Muscle Fiber Robots

One of my engineering classes led me to think about how mechanical limbs could be built using a ‘muscle fiber’ principle.

What if instead of motors (or other current means), we used bundles of many artificial fibers which:

(A) Contract, producing a force comparable to that in muscle fibers. (Piezo Electric materials contract and expand in the presence of electric fields, albeit very little. They’re used, for example, in jet-printers, where an electrical stimulus causes the piezoelectric material to contract, squeezing out the ink),

Or,

(B) consist of thin, resilient filaments which slide over each other (artificial Myosin-Actin filaments), each pair producing a small force. Bundle a myriad of such fibers into a bundle, and send a stimulus, causing the bundle to contract, producing a significant force. The type of stimulus (chemical, electrical) and materials for the fibers would have to be researched.

Or, yet still,

(C) Perhaps an easier idea to conceive: Produce fibers of an elastic material which elongates when squeeze, and return to their normal length when the ‘squeezing pressure’ is relieved. Encapsulate many such fibers such that, in order to produce force (from the stored elastic energy in the fibers), you need only relieve the pressure with which the capsule squeezes the elastic fibers.

In either case, each whole bundle of fibers would be stimulated - either electrically (piezoelectrics), chemically (the most likely scenario for fibers working on the Actin-Myosin principle), or physically (where you produce a mechanical force in the capsule, which squeezes the fibers allowing them to elongate. To produce force, you allow them to release their elastic energy by relieving pressure on the capsule, causing the fibers to shorten).

Think of mechanical counterparts for your upper arm and forearm. We would then attach each such bundle of fibers in such ways as to closely reproduce movements seen in our own limbs. By orienting each bundle very specifically you could now produce pronation/supination, flexion/extension. Perhaps 3 or 4 groups of such bundles (robotic ‘muscle groups’) woulc act on a specific limb and create any combination of the above types of movements.
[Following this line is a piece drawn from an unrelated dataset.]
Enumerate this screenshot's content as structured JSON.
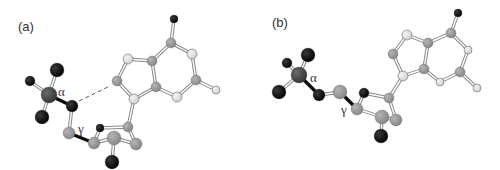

The implications of reproducing good mechanical limb movement - comparable to that seen in humans or other animals - would be of tremendous use in robots whose purpose would be to enter hostile areas - such as those containing radioactivity for example.
Perhaps such mechanism would be more energy efficient.

I think this a good idea that might show some promise.

These are already being tested. I’ll try to search for the article.